Global competition for battery storage

Britain is building batteries faster than any other part of its power system. Installed capacity has tripled in just three years. Batteries can now discharge more power than the entire nuclear fleet, a sign of how quickly the grid is changing. Since construction of Hinkley Point C began, Britain has installed nearly 7 GW of batteries. Hinkley Point’s 3.2 GW of reactors will not come online until at least 2030 (five years late), whereas new battery projects can be built in a matter of months.

Britain’s battery capacity has risen from 10 MW to nearly 7 GW, overtaking the headline capacity of the entire nuclear fleet in under a decade. The two technologies are not directly comparable, as batteries can only discharge for 1–4 hours before recharging, whereas nuclear reactors provide steady output around the clock.

Britain’s battery boom is impressive, but it must compete in a global race for investment. Storage is growing faster overseas as countries seek flexibility to absorb more wind and solar. Investors follow price signals, and battery revenues shift quickly with market regulations and price spreads. Battery revenues vary by one-quarter from year to year, so today’s hottest market can soon become crowded and less attractive.

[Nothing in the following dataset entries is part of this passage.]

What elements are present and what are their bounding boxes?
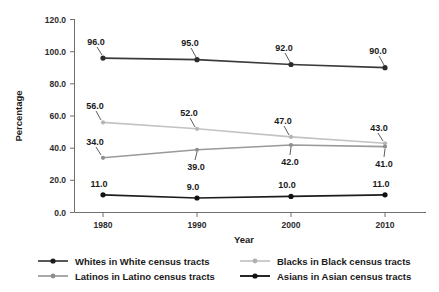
point-label-blacks-2000: 47.0: [274, 116, 292, 126]
series-asians-point-2010: [382, 192, 387, 197]
legend-marker-whites: [50, 258, 55, 263]
series-whites-point-2000: [288, 62, 293, 67]
series-asians-point-2000: [288, 194, 293, 199]
point-label-latinos-1980: 34.0: [86, 137, 104, 147]
legend-marker-asians: [252, 273, 257, 278]
series-whites-point-2010: [382, 65, 387, 70]
point-label-latinos-2010: 41.0: [375, 159, 393, 169]
legend-label-blacks: Blacks in Black census tracts: [277, 256, 411, 267]
chart-canvas: 120.0 100.0 80.0 60.0 40.0 20.0 0.0 Perc…: [0, 0, 439, 292]
legend-label-asians: Asians in Asian census tracts: [277, 271, 411, 282]
series-asians-point-1980: [100, 192, 105, 197]
series-latinos-point-2010: [383, 145, 387, 149]
point-label-asians-1980: 11.0: [90, 179, 107, 189]
legend-marker-blacks: [253, 259, 258, 264]
point-label-asians-1990: 9.0: [187, 182, 200, 192]
y-axis-title: Percentage: [13, 90, 24, 141]
point-label-whites-2010: 90.0: [369, 46, 387, 56]
point-label-whites-2000: 92.0: [275, 43, 293, 53]
y-tick-label-0: 0.0: [54, 208, 66, 218]
point-label-blacks-1990: 52.0: [180, 108, 198, 118]
series-blacks-point-2000: [289, 135, 293, 139]
legend-item-asians[interactable]: Asians in Asian census tracts: [240, 271, 411, 282]
y-tick-label-120: 120.0: [45, 15, 67, 25]
y-tick-label-60: 60.0: [49, 111, 66, 121]
x-tick-label-1980: 1980: [94, 220, 113, 230]
legend-label-latinos: Latinos in Latino census tracts: [75, 271, 215, 282]
line-chart: 120.0 100.0 80.0 60.0 40.0 20.0 0.0 Perc…: [0, 0, 439, 292]
x-tick-label-1990: 1990: [188, 220, 207, 230]
series-asians-point-1990: [194, 195, 199, 200]
chart-legend: Whites in White census tracts Blacks in …: [38, 256, 411, 282]
series-whites-point-1990: [194, 57, 199, 62]
x-tick-label-2000: 2000: [282, 220, 301, 230]
y-axis-ticks: [70, 20, 75, 213]
x-axis-ticks: [103, 213, 385, 218]
series-whites-line: [103, 58, 385, 68]
y-tick-label-20: 20.0: [49, 175, 66, 185]
point-label-whites-1990: 95.0: [181, 38, 199, 48]
point-label-latinos-1990: 39.0: [187, 162, 205, 172]
x-axis-title: Year: [234, 234, 254, 245]
series-whites-point-1980: [100, 56, 105, 61]
series-asians-line: [103, 195, 385, 198]
legend-marker-latinos: [51, 274, 56, 279]
y-tick-label-80: 80.0: [49, 79, 66, 89]
series-latinos-point-2000: [289, 143, 293, 147]
x-tick-label-2010: 2010: [376, 220, 395, 230]
point-label-blacks-1980: 56.0: [86, 101, 104, 111]
point-label-asians-2010: 11.0: [372, 179, 389, 189]
y-tick-label-40: 40.0: [49, 143, 66, 153]
y-tick-label-100: 100.0: [45, 47, 67, 57]
series-whites: 96.0 95.0 92.0 90.0: [87, 37, 387, 70]
legend-label-whites: Whites in White census tracts: [75, 256, 210, 267]
point-label-asians-2000: 10.0: [278, 180, 296, 190]
series-asians: 11.0 9.0 10.0 11.0: [90, 179, 389, 201]
point-label-whites-1980: 96.0: [87, 37, 105, 47]
series-blacks-point-1990: [195, 127, 199, 131]
series-latinos-point-1980: [101, 156, 105, 160]
legend-item-blacks[interactable]: Blacks in Black census tracts: [240, 256, 411, 267]
series-blacks: 56.0 52.0 47.0 43.0: [86, 101, 388, 145]
series-latinos-line: [103, 145, 385, 158]
series-latinos: 34.0 39.0 42.0 41.0: [86, 137, 393, 172]
legend-item-whites[interactable]: Whites in White census tracts: [38, 256, 210, 267]
point-label-blacks-2010: 43.0: [370, 123, 388, 133]
series-latinos-point-1990: [195, 148, 199, 152]
legend-item-latinos[interactable]: Latinos in Latino census tracts: [38, 271, 215, 282]
series-blacks-line: [103, 122, 385, 143]
series-blacks-point-1980: [101, 120, 105, 124]
point-label-latinos-2000: 42.0: [281, 157, 299, 167]
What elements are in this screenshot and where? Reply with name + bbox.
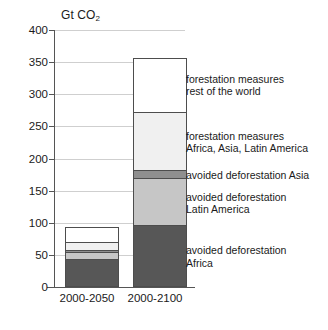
x-tick-label-1: 2000-2100 [104, 292, 206, 304]
bar-segment-avoided-deforestation-africa[interactable] [134, 226, 186, 287]
annotation-line-1: avoided deforestation [186, 191, 286, 204]
annotation-line-1: forestation measures [186, 73, 284, 86]
y-tick-label-150: 150 [0, 185, 55, 197]
annotation-line-2: Africa [186, 257, 286, 270]
bar-segment-avoided-deforestation-asia[interactable] [134, 171, 186, 179]
y-tick-label-300: 300 [0, 88, 55, 100]
y-tick-label-100: 100 [0, 217, 55, 229]
annotation-line-2: rest of the world [186, 85, 284, 98]
x-axis-line [47, 287, 195, 288]
y-tick-label-350: 350 [0, 56, 55, 68]
y-tick-mark-0 [49, 287, 55, 288]
annotation-avoided-deforestation-asia: avoided deforestation Asia [186, 169, 309, 182]
bar-segment-avoided-deforestation-latin-america[interactable] [134, 179, 186, 225]
y-tick-label-400: 400 [0, 24, 55, 36]
bar-segment-forestation-measures-rest-of-the-world[interactable] [66, 228, 118, 243]
bar-segment-avoided-deforestation-latin-america[interactable] [66, 253, 118, 260]
annotation-line-2: Latin America [186, 203, 286, 216]
bar-segment-forestation-measures-rest-of-the-world[interactable] [134, 59, 186, 113]
annotation-avoided-deforestation-africa: avoided deforestationAfrica [186, 244, 286, 269]
bar-segment-forestation-measures-africa-asia-latin-america[interactable] [66, 243, 118, 250]
annotation-forestation-measures-rest-of-the-world: forestation measuresrest of the world [186, 73, 284, 98]
y-tick-label-50: 50 [0, 249, 55, 261]
chart-container: Gt CO2 050100150200250300350400 2000-205… [0, 0, 328, 330]
y-tick-label-200: 200 [0, 153, 55, 165]
annotation-line-2: Africa, Asia, Latin America [186, 142, 308, 155]
plot-area [55, 30, 185, 287]
bar-2000-2050[interactable] [65, 227, 119, 287]
annotation-line-1: forestation measures [186, 130, 308, 143]
annotation-avoided-deforestation-latin-america: avoided deforestationLatin America [186, 191, 286, 216]
y-tick-label-250: 250 [0, 120, 55, 132]
annotation-line-1: avoided deforestation [186, 244, 286, 257]
bar-2000-2100[interactable] [133, 58, 187, 287]
y-axis-title-text: Gt CO [61, 8, 96, 22]
y-axis-title: Gt CO2 [61, 8, 100, 22]
annotation-forestation-measures-africa-asia-latin-america: forestation measuresAfrica, Asia, Latin … [186, 130, 308, 155]
y-axis-title-subscript: 2 [96, 14, 101, 23]
bar-segment-avoided-deforestation-africa[interactable] [66, 260, 118, 286]
annotation-line-1: avoided deforestation Asia [186, 169, 309, 182]
bar-segment-forestation-measures-africa-asia-latin-america[interactable] [134, 113, 186, 172]
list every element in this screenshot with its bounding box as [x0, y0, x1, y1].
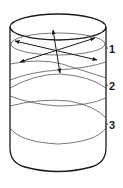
level-1-ellipse [11, 33, 105, 55]
level-label-2: 2 [109, 81, 115, 92]
cylinder-diagram [0, 0, 123, 188]
cylinder-walls [10, 27, 106, 172]
level-2-curves [10, 61, 106, 88]
level-3-curves [10, 96, 106, 144]
level-label-3: 3 [109, 120, 115, 131]
level-label-1: 1 [109, 44, 115, 55]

Turkey shows how quickly the race can shift. It now has Europe’s largest pipeline of battery projects, beating Germany and Italy combined. This surge reflects a fast-growing power system turning to wind and solar to cut imports. Since 2022, new wind and solar projects have had to add battery capacity equal to their generation capacity.

Britain is taking the opposite approach: rather than mandating battery construction, the market decides how much to build. Tighter co-location or balancing requirements could make wind and solar more compatible with system operations, but could risk stalling investment. The Government is leaning towards market signals, with the Clean Flexibility Roadmap aiming to remove barriers and improve price signals for storage.

Energy storage helps Britain use more of the electricity it generates. Batteries respond to short-term swings in supply and demand within seconds, while pumped hydro provides large reservoirs to deliver electricity during longer periods of system stress. Together, they store surplus wind and solar to cut curtailment, and release it when demand peaks to smooth out prices. 

To support the Clean Power targets, Britain must more than triple its current storage capacity by 2030. After building 5 GW of batteries in the last five years, Britain now has five years to build the next 20 GW. This will rely on investors remaining convinced this is Europe’s best place to build.